In the wake of the disconcerting 2000 presidential contest in Florida, Congress passed the Help America Vote Act in 2002.
HAVA is intended “to provide funds to States to replace punch card voting systems, to establish the Election Assistance Commission to assist in the administration of Federal elections and to otherwise provide assistance with the administration of certain Federal election laws.” But at this writing, the new Election Assistance Commission Standards Board, which is charged with producing new guidelines, has held only one hearing.
The law requires that most punch-card and lever-type machines be replaced in time for the 2004 general election and that all punch-card and lever-type machines be replaced by the time the first elections are held after Jan. 1, 2006. Federal funding will cover a substantial portion of the cost.
The law’s most controversial element is that it encourages states to screen voter-registration lists without imposing controls on how this is done.
In 2000, Florida Secretary of State Kathryn Harris — who was also George Bush’s Florida campaign manager and is now a congressional representative — contracted with a private company to purge registration lists of convicted felons (who are ineligible to vote in that state). The method used was extremely inaccurate, yet neither the state nor the company tried to verify the accuracy of the resulting list. A post-election study by Harvard University established that 90-95 percent of those denied their right to vote under this system — as many as 55,000 people — were not felons. The majority of those excluded were black voters. Ninety percent of black voters pulled the lever for Gore in the Florida race, and Harvard estimated that the purge cost Al Gore 22,000 votes — in an election that was decided by less than 550.
HAVA actually requires states to create the electronic databases that make such screening possible and empowers the states to screen their lists.
Johnnie McLean, deputy director of the N.C. State Board of Elections, told Xpress that North Carolina won’t undertake such screening because state law already stipulates how felons’ voting rights are to be revoked and verified on a case-by-case basis.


- **Exercise instructions**:
Beginning at the line containing "Locate an element on the screen. This", give again every line through the end of the data, unchanged and with both ends included. Drop any pictures.

Start of Block

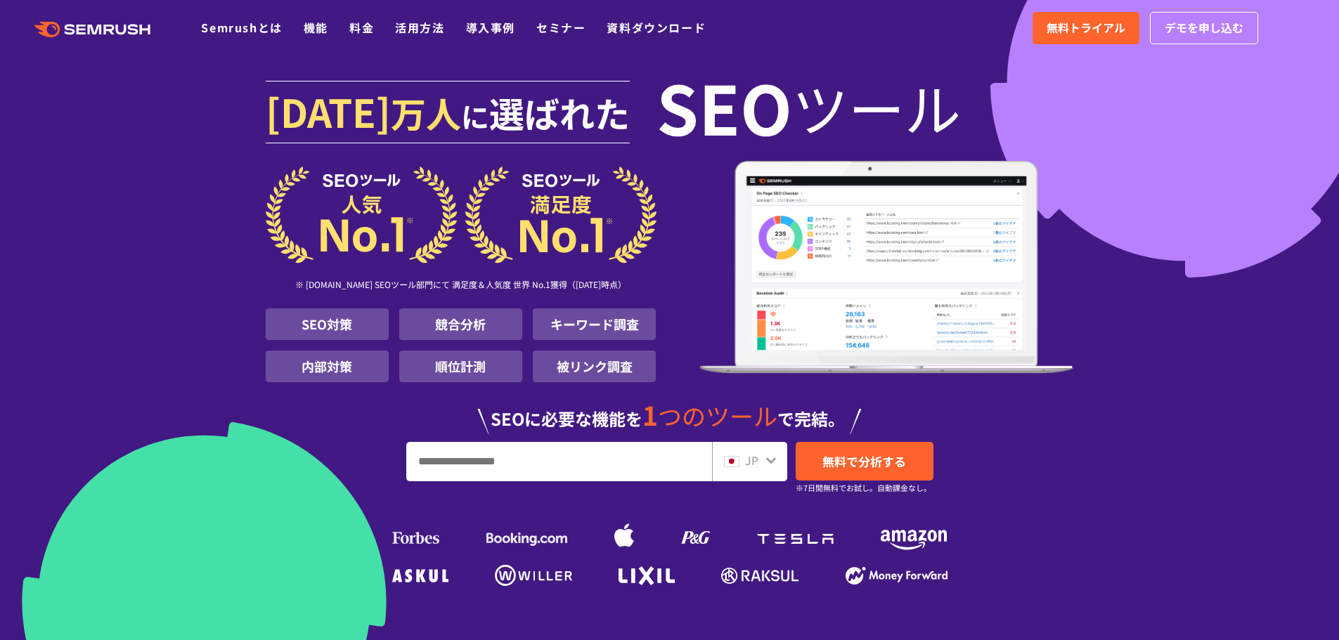 The width and height of the screenshot is (1339, 640). Describe the element at coordinates (361, 27) in the screenshot. I see `a: 料金` at that location.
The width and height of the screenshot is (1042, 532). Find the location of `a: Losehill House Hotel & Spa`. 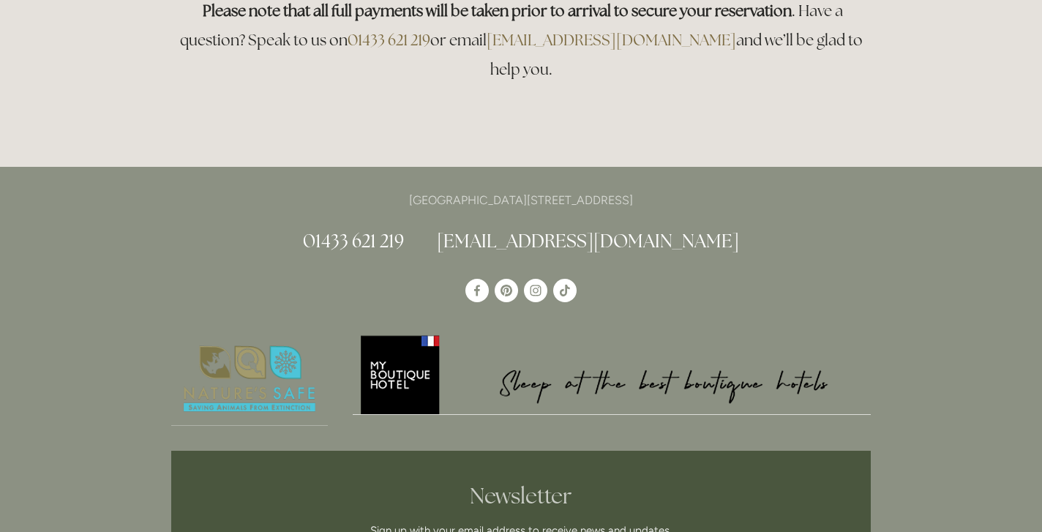

a: Losehill House Hotel & Spa is located at coordinates (477, 291).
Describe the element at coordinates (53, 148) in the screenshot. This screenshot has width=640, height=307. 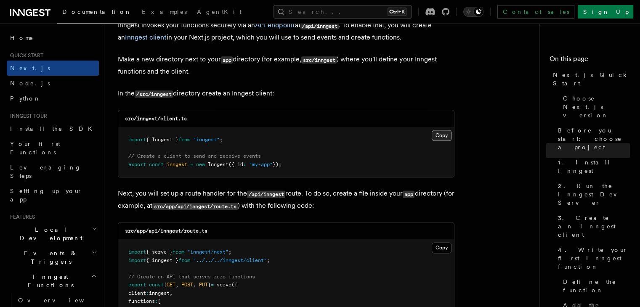
I see `a: Your first Functions` at that location.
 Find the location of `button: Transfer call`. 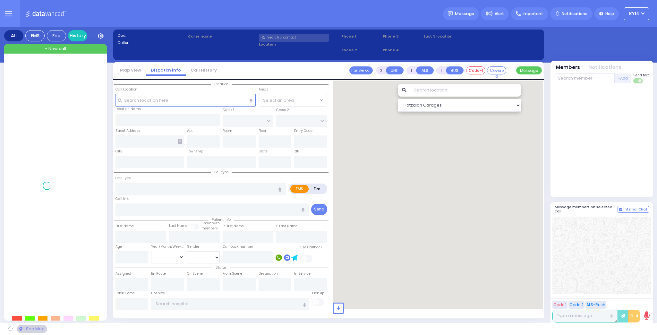

button: Transfer call is located at coordinates (361, 70).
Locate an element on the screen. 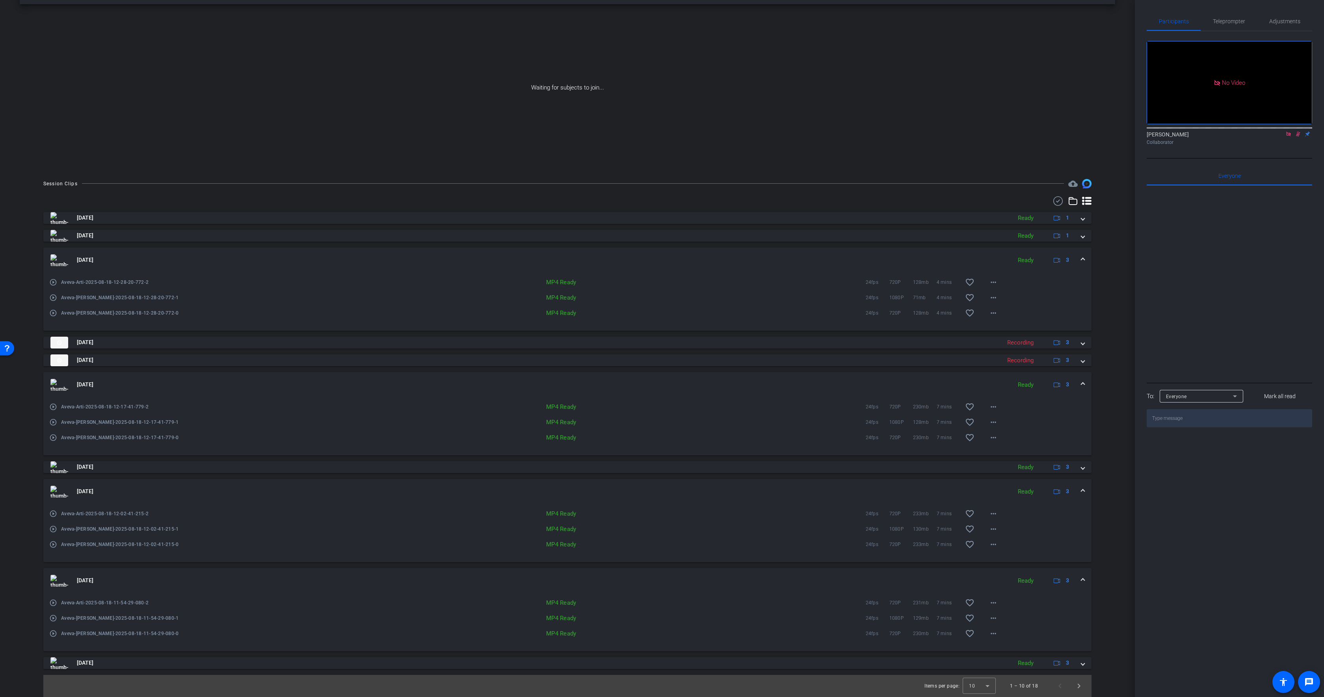 This screenshot has height=697, width=1324. div: 1 – 10 of 18 is located at coordinates (1024, 686).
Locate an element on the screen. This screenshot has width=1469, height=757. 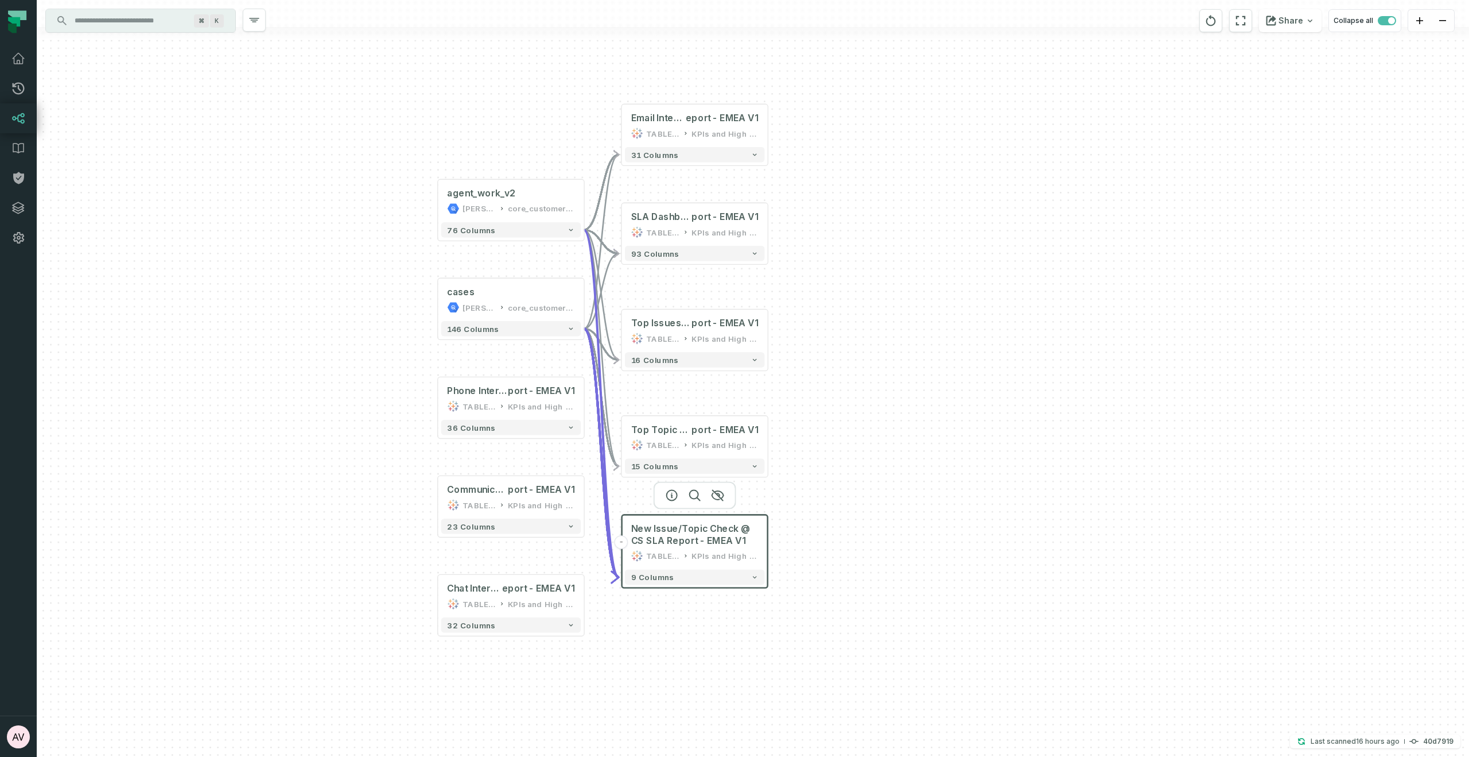
span: 36 columns is located at coordinates (471, 427).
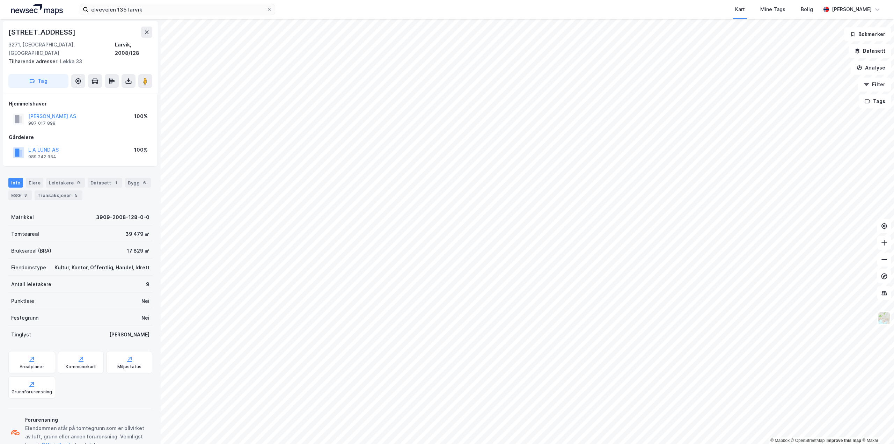 The image size is (894, 444). What do you see at coordinates (808, 441) in the screenshot?
I see `a: OpenStreetMap` at bounding box center [808, 441].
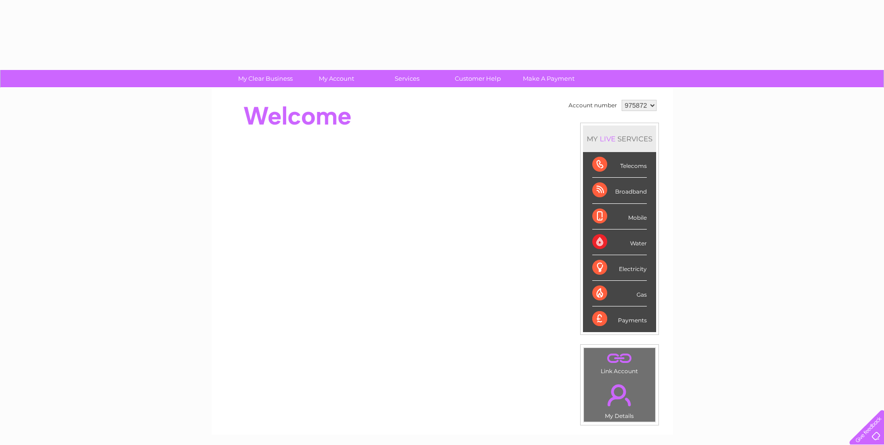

End of Block

- **Problem solution**:
Locate an element on the screen. This screenshot has width=1469, height=757. 
span: 36 columns is located at coordinates (471, 427).
 The image size is (894, 444). What do you see at coordinates (808, 441) in the screenshot?
I see `a: OpenStreetMap` at bounding box center [808, 441].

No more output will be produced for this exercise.